Autumn is a tough time for me emotionally.  I think it must be for many people.  Parents are sending kids back to school, or to school for the first time, or to college for the first time.  Farmers are watching their crops dry up and get cut down.  Early risers don't get to see the sun at 5:00am anymore and those late night summer outdoor parties are just another thing of the past.  Autumn seems full of goodbyes.  Friends parting ways, and taking steps in different directions, never sure whether they might cross paths again.

This is the time of yea when we hearty people of the Midwest start to rake leaves, till under gardens, burn dead branches, pack away the patio furniture and make a path to the snow-blower.  We know what awaits us in a few short months.

Autumn always seems to conjure memories of the fall days at college.  Moving in, meeting my fellow residents, tacking up my photos from last year on the cork board above my desk, reuniting with old friends, and knowing that some friends were off studying overseas, or even back at home no longer pursuing a degree.

This day, this Tuesday 11 years ago, at nearly this exact hour, we had already been in classes for a week.  I had just started my sophomore year.  I was a Resident Assistant in an all-girls dormitory on the third floor.  I was up and preparing to leave for my first class of the morning.  At that point I wouldn't say I had as much appreciation for the morning as I do now.  I would give anything to be heading to class every morning now instead of heading to work.  (A subject for another blog no doubt)  That morning I can't remember whether or not I had coffee, or even breakfast, but I do remember watching the morning news and seeing the World Trade Center Tower billowing smoke from one of the upper floors.

Many people over the years have given their accounts of that morning and how they felt.  In fact, my Facebook newsfeed right now is full of September 11 references.  For we lucky individuals fortunate enough to not know someone who was directly affected by those attacks, we are collectively thankful and humble in our remembrance of what others had to endure that day.

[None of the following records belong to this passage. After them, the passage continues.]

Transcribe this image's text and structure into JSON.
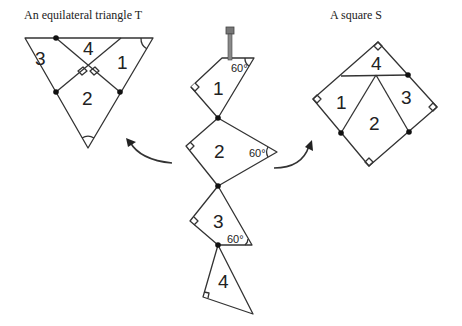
{
  "captions": {
    "triangle": "An equilateral triangle T",
    "square": "A square S"
  },
  "pieces": {
    "p1": "1",
    "p2": "2",
    "p3": "3",
    "p4": "4"
  },
  "angles": {
    "a1": "60°",
    "a2": "60°",
    "a3": "60°"
  },
  "icons": {
    "pin": "pin-icon",
    "arrow_left": "curved-arrow-left-icon",
    "arrow_right": "curved-arrow-right-icon"
  },
  "colors": {
    "line": "#333333",
    "pin": "#777777",
    "background": "#ffffff"
  }
}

I can remember for certain that I watched live as the second plane slammed into the second tower (not knowing at the time if it was the North or South tower).  I can remember for certain watching, again live, as the towers crumbled into dust and fell to the ground.  I remember watching the plane hit the tower on my TV in my dorm.  I watched the towers hit the ground on the TV that the college had placed in the campus cafeteria building.  I was in a crowd of on-lookers who made a collective gasp as they watched the pieces come to the earth, knowing that people were still inside.  Knowing what it meant was happening to those people.  And knowing that they were here, in Wisconsin, far away from it all.

Eleven years later and you would think those collective emotions from that morning might still have healing power.  Power to unite.  Eleven years later and we are in the middle of one of the most brutal (and in my opinion embarrassing) presidential elections this country has seen.  Eleven years later and the phrase "September 11th" when said aloud brings a very sharp image to most people's minds.  It's no longer just a date, it's an historic event.  Eleven years later and politicians still use the date to ignite a crowd.  I wonder if that happened much with Pearl Harbor still in 1952?  For some reason I don't think so.

How trying it must be on a nation to not be able to let go.  The most common slogan attached to September 11, 2001 is "Never Forget."  Personally I don't see how that would ever be possible.  But I wonder sometimes if that phrase doesn't make it just a little challenging for us to let go.